I quit my job as Trustee a few months before the end of my term, stressed out and ill, disillusioned and disappointed at everything I had learned while I was there. I was often alone in my opinions, but the divisions among Board members when I was there never came close to what happened on the Board Smith was part of. We were divided, but civil. I quit when I realized my job was not to be the representative of the people who elected me, even though they thought it was. I quit when I realized I could no longer support what the Board was doing. My job was to be the yes-woman, and I couldn't do it anymore. I felt like a hypocrite. I couldn’t pretend I was a representative of my constituents when the board had basically eliminated any capacity for that, as far as I was concerned. I couldn’t pretend that what I was doing had anything to do with democracy. I was criticized for my decision, but not by many. Most people understood. I made sure my resignation was close enough to the next election that it wouldn't trigger a by-election. I didn't want it to cost the taxpayers money.
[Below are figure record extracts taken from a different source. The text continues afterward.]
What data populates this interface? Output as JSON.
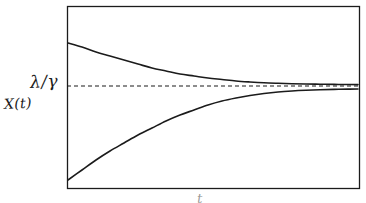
{
  "figure": {
    "kind": "hand-drawn-plot",
    "background_color": "#ffffff",
    "ink_color": "#1b1b1b",
    "frame": {
      "x": 67,
      "y": 6,
      "width": 292,
      "height": 182,
      "stroke_width": 1.3
    }
  },
  "labels": {
    "threshold": "λ/γ",
    "variable": "X(t)",
    "time_axis": "t"
  },
  "chart_data": {
    "type": "line",
    "title": "",
    "xlabel": "t",
    "ylabel": "X(t)",
    "grid": false,
    "legend": null,
    "axis_ticks": {
      "x": [],
      "y": [
        "λ/γ"
      ]
    },
    "xlim": [
      0,
      1
    ],
    "ylim": [
      0,
      1
    ],
    "annotations": [
      {
        "text": "λ/γ",
        "role": "y-axis-tick-label",
        "x_px": 32,
        "y_px": 80
      },
      {
        "text": "X(t)",
        "role": "y-axis-title",
        "x_px": 6,
        "y_px": 103
      },
      {
        "text": "t",
        "role": "x-axis-title",
        "x_px": 200,
        "y_px": 196
      }
    ],
    "asymptote": {
      "name": "λ/γ",
      "style": "dashed",
      "y_px": 86,
      "x_start_px": 67,
      "x_end_px": 359,
      "dash_pattern": "4 3"
    },
    "series": [
      {
        "name": "upper-trajectory",
        "style": "solid",
        "description": "decays from above toward the λ/γ asymptote",
        "points_px": [
          [
            68,
            43
          ],
          [
            82,
            47
          ],
          [
            96,
            52
          ],
          [
            110,
            56
          ],
          [
            124,
            60
          ],
          [
            138,
            64
          ],
          [
            152,
            68
          ],
          [
            166,
            71
          ],
          [
            180,
            74
          ],
          [
            194,
            76
          ],
          [
            208,
            78
          ],
          [
            222,
            79.5
          ],
          [
            236,
            81
          ],
          [
            250,
            82
          ],
          [
            264,
            82.8
          ],
          [
            278,
            83.3
          ],
          [
            292,
            83.7
          ],
          [
            306,
            84
          ],
          [
            320,
            84.2
          ],
          [
            334,
            84.4
          ],
          [
            348,
            84.5
          ],
          [
            358,
            84.6
          ]
        ]
      },
      {
        "name": "lower-trajectory",
        "style": "solid",
        "description": "rises from below toward the λ/γ asymptote",
        "points_px": [
          [
            68,
            180
          ],
          [
            82,
            170
          ],
          [
            96,
            160
          ],
          [
            110,
            151
          ],
          [
            124,
            143
          ],
          [
            138,
            135
          ],
          [
            152,
            128
          ],
          [
            166,
            121
          ],
          [
            180,
            115
          ],
          [
            194,
            110
          ],
          [
            208,
            105
          ],
          [
            222,
            101
          ],
          [
            236,
            98
          ],
          [
            250,
            95.5
          ],
          [
            264,
            93.5
          ],
          [
            278,
            92
          ],
          [
            292,
            91
          ],
          [
            306,
            90.3
          ],
          [
            320,
            89.8
          ],
          [
            334,
            89.4
          ],
          [
            348,
            89.1
          ],
          [
            358,
            89
          ]
        ]
      }
    ]
  }
}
And I also knew that there was not a single vote result between my departure and the end of the term for this Board that would have been altered by my presence. By that time, votes were generally going 5-2 or 6-1. The school closure issue was finished and we were moving into summer. To me, what would have been worse for Calgary Public was another divisive, bickering board. I wouldn't be that person. Calgary didn't need that again. Sometimes it's better to walk away.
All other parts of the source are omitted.